Tools like Google Analytics and Search Console give a rough idea of how shoppers behave. Click-tracking tools record the elements the user clicks while scroll-tracking tools record the scrolls.

4. Leverage Source Maps

One of the most effective ways to debug in JavaScript is by pinpointing the specific line of code that has crashed. A lot of the code running in your browser is optimized to tackle latency issues. Though this is a great way to optimize website performance, it can get in the way of the debugging process, if something goes wrong. That’s where you need Source Maps to map your minified code to your actual lines of code.

It can be a huge chore for your development team to dig backward through several layers of transformations to find the source file and line of code with errors/ Source maps detect where a line of code is causing an error. It points to minified source code, rather than the original source code.

5. Prioritize Errors Based on How They Impact Users

One glance at the raw error report fails to offer a complete overview of the website’s performance and health. At times, you have a spike in errors impacting a shopper. On the other hand, you have an error impacting a huge cohort of shoppers. It is wise to prioritize the latter. Given the volume of errors in large e-commerce domains, it’s tough for developers to know where to start.

Noibu: Your End-to-End JavaScript Monitoring Co-pilot

Noibu, an e-commerce error monitoring platform helps you monitor and address JS errors efficiently. Here’s how:

Real-Time Error Detection

Noibu automatically monitors your e-commerce website and promptly flags all errors in real-time, ensuring nothing slips through the cracks. In addition to common JavaScript errors, like syntax and runtime errors, it identifies GraphQL, HTTP, and Image errors that can disrupt your shopper’s journey.

Prioritization Based on Revenue-Impact

Noibu alerts you when an error occurs and prioritizes all issues based on the impact they have on your revenue. This way, you can confidently choose which errors to address first to minimize the negative impact on your e-commerce sales and conversions.

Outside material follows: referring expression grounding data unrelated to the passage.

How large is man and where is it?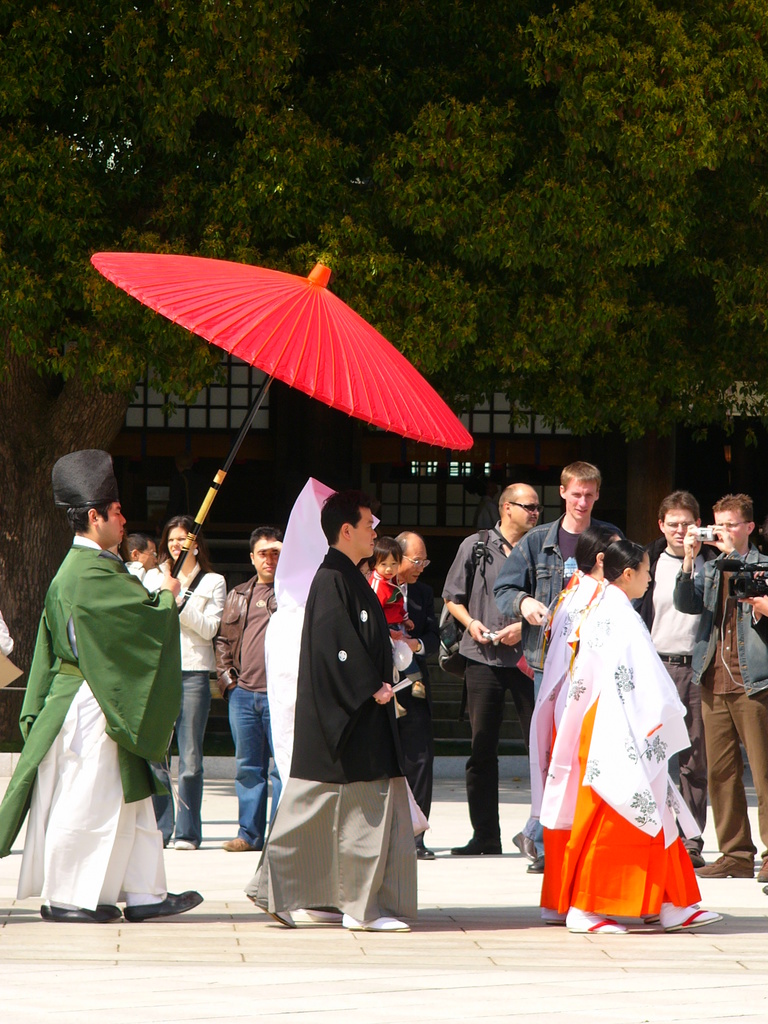
Bounding box: pyautogui.locateOnScreen(20, 457, 202, 929).
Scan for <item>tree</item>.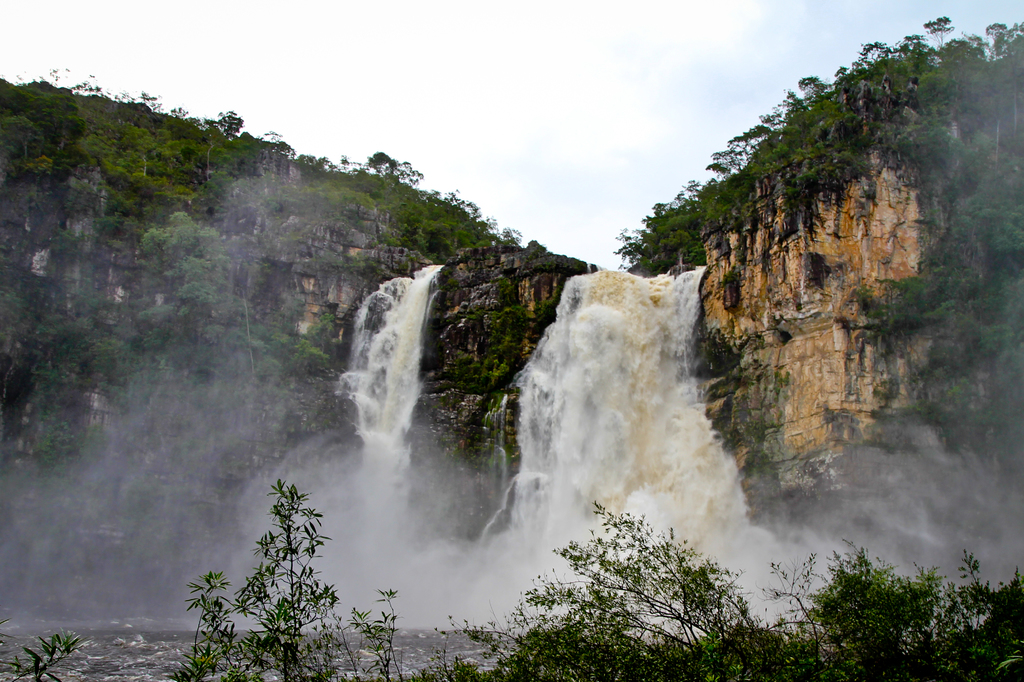
Scan result: box(140, 225, 170, 268).
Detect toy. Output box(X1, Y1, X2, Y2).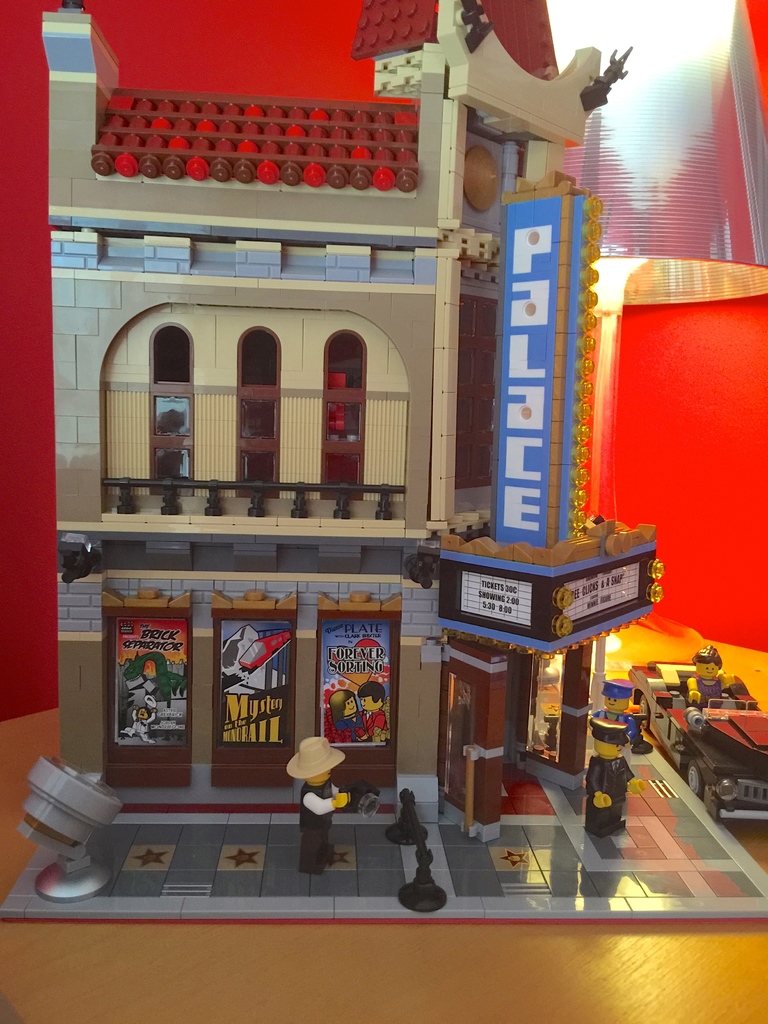
box(29, 0, 689, 820).
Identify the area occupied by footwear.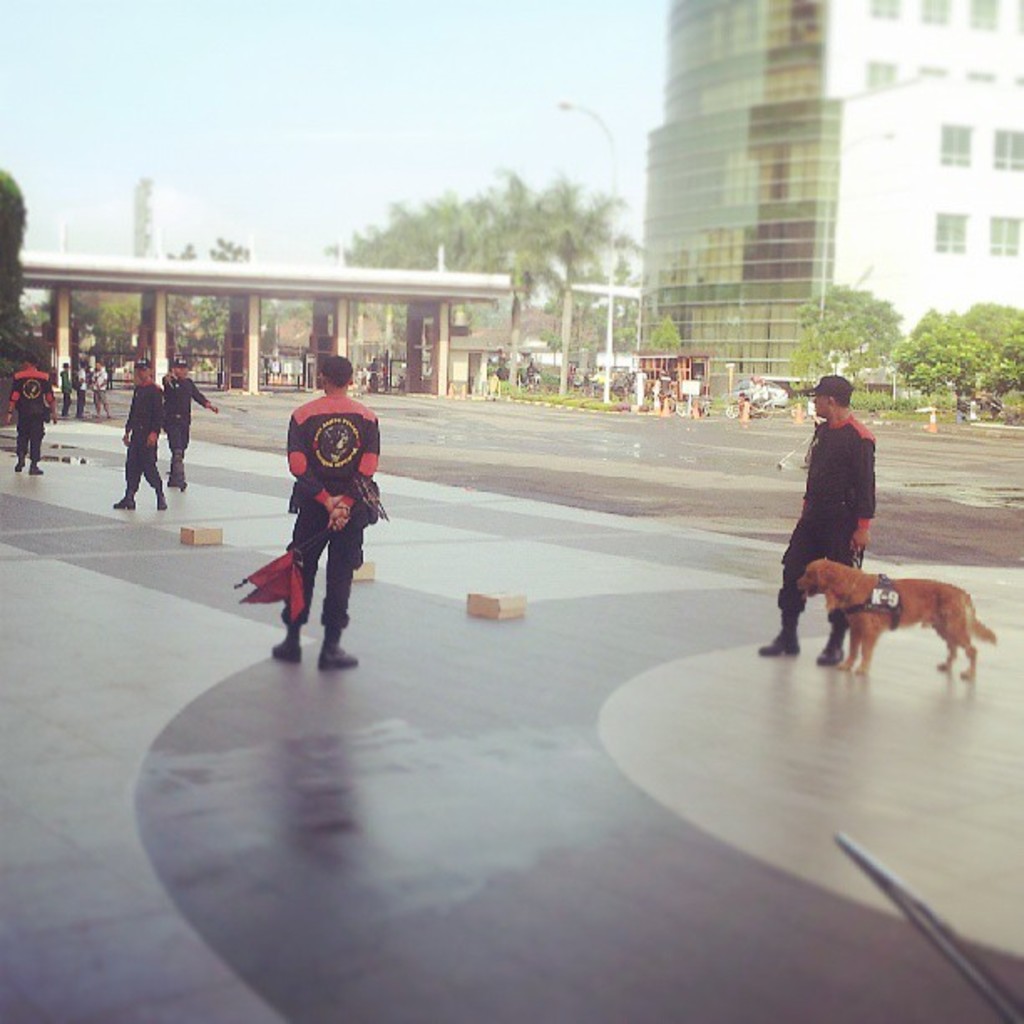
Area: pyautogui.locateOnScreen(104, 489, 131, 510).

Technical Details to Provide Quick Resolution

Noibu simplifies JavaScript monitoring by providing all the technical details required by your e-commerce developers to quickly resolve errors without having to spend endless hours replicating them or finding corresponding user sessions.

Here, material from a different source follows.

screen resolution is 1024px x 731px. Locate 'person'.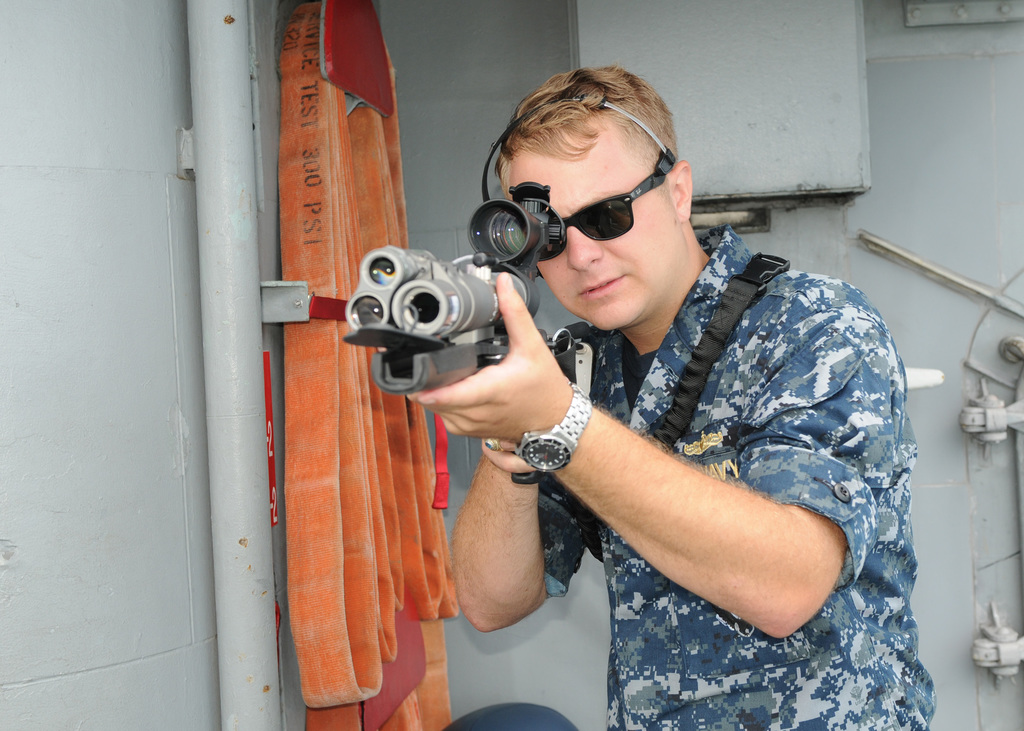
rect(458, 99, 916, 678).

Here are a few features Noibu offers for effective JavaScript error detection and resolution.

Session Playback

Session recordings allow you to understand what the user is experiencing, spot optimization opportunities, and fix errors and functionalities that might be disrupting their experience. These are renderings of real user interaction on the website, showing mouse movement, clicks, taps, and scrolling across multiple web pages on devices.

Source Maps

With a source map, Noibu’s Stacktrace can point directly at the source file and line of code that is shooting the error and disrupting UX. Thus, it takes the guesswork out of the debugging process.

Priority View

With Noibu’s console, you can sort through issues and determine which need immediate attention and the ones that can be put off or dismissed. The error detection and monitoring tool collects nuanced data about every issue detected, and a product owner can use this data to parse through the pile and quickly identify high-priority issues. The Priority View provides a peek into issues that are revenue-impacting and resolvable.

JavaScript Versioning

Assigning a unique version to your JavaScript offers insights into whether the development team has fixed a bug with the latest deployment (not old versions) or is seeing the same bug in the new code.

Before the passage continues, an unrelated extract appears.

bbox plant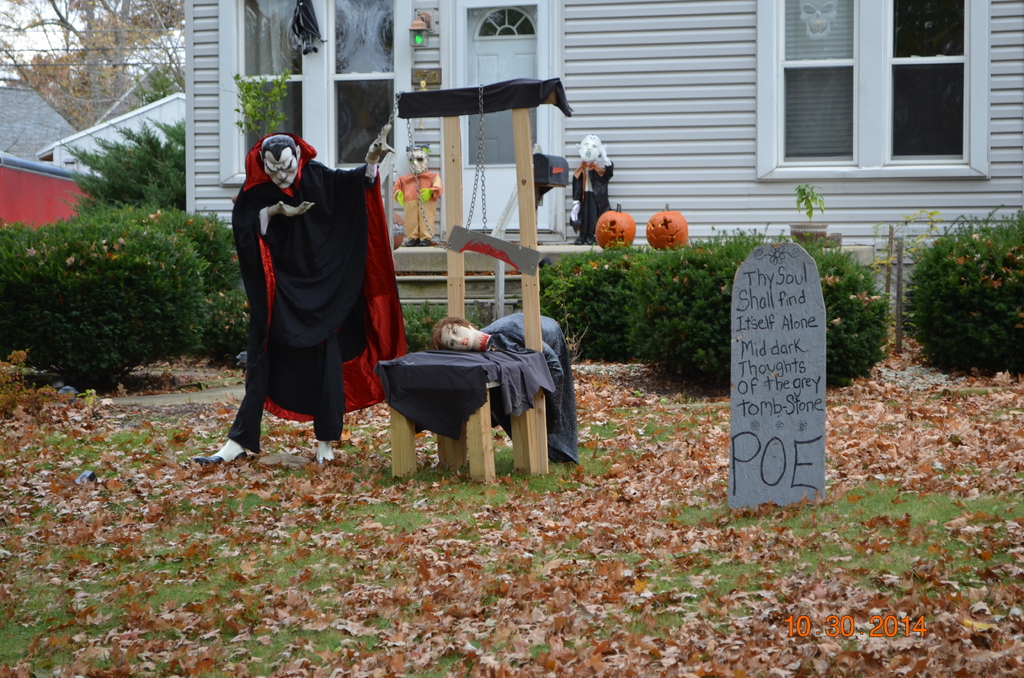
l=58, t=113, r=190, b=210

NoibuJS script collects issue and session data from the e-commerce website to report in the Noibu platform. Noibu updates the script, allowing it to operate efficiently, pull a wider breadth of data, and avoid issues.

Summing Up

Proactive JavaScript monitoring can help your team spot and resolve issues ruining your revenue early. Make sure you incorporate the strategies and practices shared in this post to boost your website UX, sales, and conversions. When it comes to JavaScript errors, there’s a lot to explore and learn. Make sure you follow Noibu’s blog for the latest and practical recommendations on this subject.